If Plato were the only concern with this book, I wouldn’t have much of a problem. But Plato is just one among many “sources” that never get cited in Rohde’s argument. He makes assertions about “pagan religions” and their priesthoods without any cited sources (84), asserts that pagan worship “happened to mimic Judaism” (88) without any citation of any historical sources as evidence, and includes an entire appendix on Postmodernism in which he cites only Mary Klages and himself as sources. Just in case my earlier concessions were not clear enough, let me say one more time: one need not be literate in postmodern philosophy to write a book about Jesus.
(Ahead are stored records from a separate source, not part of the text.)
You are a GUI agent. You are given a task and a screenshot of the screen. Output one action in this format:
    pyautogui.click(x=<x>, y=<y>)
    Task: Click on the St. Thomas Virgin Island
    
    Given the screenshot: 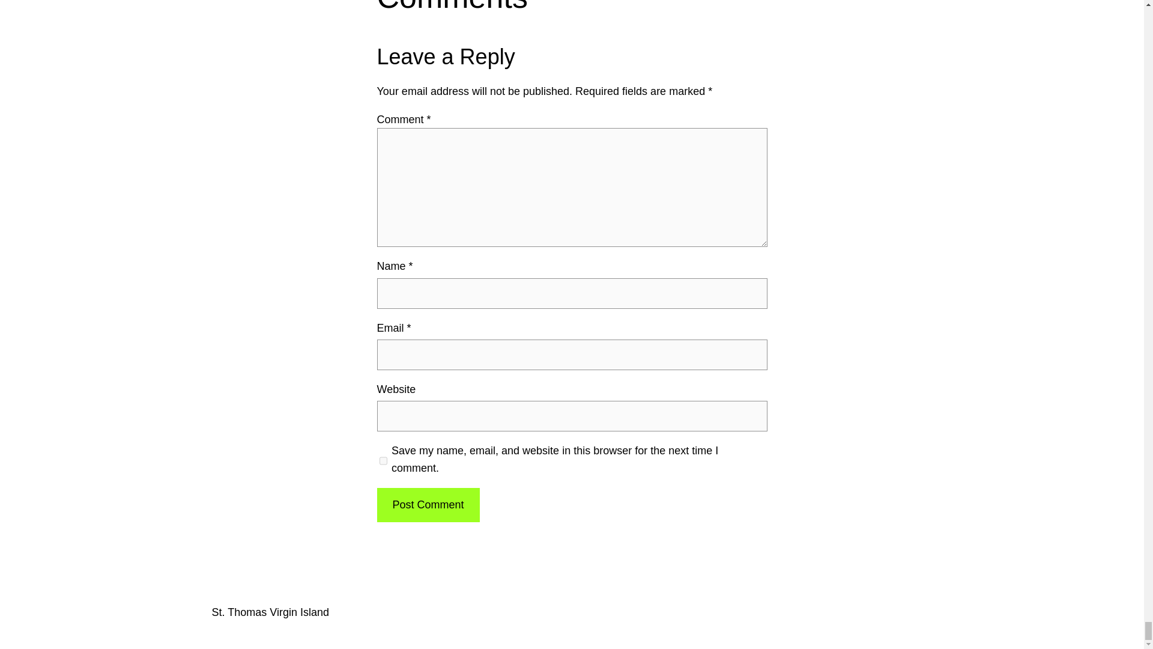 What is the action you would take?
    pyautogui.click(x=270, y=611)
One need not teach Plato to write a book about evangelism. But if you bring up the names of other writers, you’re responsible for having read them.
A Conclusion to Put this Review out of its Misery
I finished this book feeling distinctively sad: on its own terms, I think that the house-church movement is a very good thing. It removes the temptation for ministers to become entertainers and for elders to become middle managers. It brings a sense of broad-based spiritual gift to the celebrity-obsessed American Church. Yet I knew, finishing up this book, that I would have to write the things I have. I think that, given some more time and a more theologically demanding editor, Rohde could produce a fairly articulate vision of specifically Pentecostal/Charismatic house-church life. But this book ain’t it. There are too many easy (and thus useless) binaries, too many dismissals of difference on grounds un-argued, too many invitations to spiritual anxiety for me to cheer this book. And so I don’t.
Disclosure of Material Connection: I received this book free from the author and/or publisher through the Speakeasy blogging book review network. I was not required to write a positive review. The opinions I have expressed are my own. I am disclosing this in accordance with the Federal Trade Commission’s 16 CFR,Part 255.